Mitch Levenberg has published short stories and essays in such publications as Ducts.org, Fiction, The St. Ann’s review, The Delta Review, The Common Review, and others. His fiction has been described His book of stories is entitled Principles of Uncertainty and Other Constants. The poet paul Violi has called him a “master storyteller” whose characters’ are both “heroic and farcical and whose everyday lives turn into an eerie high wire act. The results are unforgettable.” He teaches creative writing at NYU and St. francis College and lives in Brooklyn with his wife, daughter and four dogs. His beloved hamster, Shecky, passed away last summer.
Matthew Flamm started his career writing poems, then got greedy and began writing book reviews. Continuing downhill, he became a journalist. He has written for anyone who would pay him, including the Times, The Nation, the New York Observer and Entertainment Weekly—and for plenty of places that promised to. Since 2004 he has been the media reporter for Crain’s New York Business. His poems have appeared in The New Yorker, Poetry East and Mudfish. He is at work on a novel set in New York in the mid 1990s.
Judith Woodall grew up in rural Wisconsin and found her way to New York by way of Kentucky. She worked as a copywriter for the Louisville Courier-Journal and later as a writer and editor for various entertainment magazines in New York. After a misspent middle age working in the horse business and in an effort to keep off the streets and out of trouble, she has concentrated on writing fiction and recently completed a novel, The Memorial Meeting. Her short story, “What Happened to Gene Autry,” is an excerpt from another novel in progress.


Try it - Look through the lines below for the word "data", and copy every line that has it.

Given records -
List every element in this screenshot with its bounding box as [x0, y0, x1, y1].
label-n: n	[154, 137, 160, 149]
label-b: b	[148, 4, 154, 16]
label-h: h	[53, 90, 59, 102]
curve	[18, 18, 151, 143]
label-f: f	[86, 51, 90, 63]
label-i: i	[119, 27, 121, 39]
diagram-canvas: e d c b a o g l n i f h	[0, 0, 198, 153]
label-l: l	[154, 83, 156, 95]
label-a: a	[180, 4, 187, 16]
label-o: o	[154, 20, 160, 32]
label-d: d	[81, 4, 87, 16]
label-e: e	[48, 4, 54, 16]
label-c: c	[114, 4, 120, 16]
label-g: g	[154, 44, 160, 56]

* * *

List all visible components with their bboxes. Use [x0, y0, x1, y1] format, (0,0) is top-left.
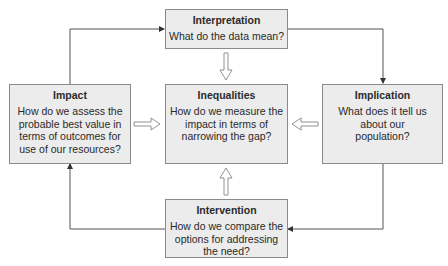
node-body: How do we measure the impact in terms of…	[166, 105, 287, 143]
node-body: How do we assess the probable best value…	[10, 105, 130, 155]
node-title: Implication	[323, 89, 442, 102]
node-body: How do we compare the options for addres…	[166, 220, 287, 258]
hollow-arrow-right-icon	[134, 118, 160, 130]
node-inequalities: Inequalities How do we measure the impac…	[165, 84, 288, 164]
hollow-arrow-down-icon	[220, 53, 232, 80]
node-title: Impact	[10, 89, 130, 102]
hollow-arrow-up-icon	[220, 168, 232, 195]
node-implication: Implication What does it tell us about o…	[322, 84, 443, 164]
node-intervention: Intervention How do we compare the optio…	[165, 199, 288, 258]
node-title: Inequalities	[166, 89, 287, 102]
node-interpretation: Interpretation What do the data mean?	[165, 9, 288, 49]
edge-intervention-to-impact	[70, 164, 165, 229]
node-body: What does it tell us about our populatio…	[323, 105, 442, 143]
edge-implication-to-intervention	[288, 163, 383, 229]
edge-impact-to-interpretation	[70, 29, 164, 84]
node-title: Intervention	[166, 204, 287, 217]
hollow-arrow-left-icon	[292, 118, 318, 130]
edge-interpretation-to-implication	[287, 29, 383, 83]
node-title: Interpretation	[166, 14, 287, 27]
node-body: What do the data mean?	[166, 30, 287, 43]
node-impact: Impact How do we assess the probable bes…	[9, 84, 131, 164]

Your response -
node-interpretation: Interpretation What do the data mean?	[165, 9, 288, 49]
node-body: What do the data mean?	[166, 30, 287, 43]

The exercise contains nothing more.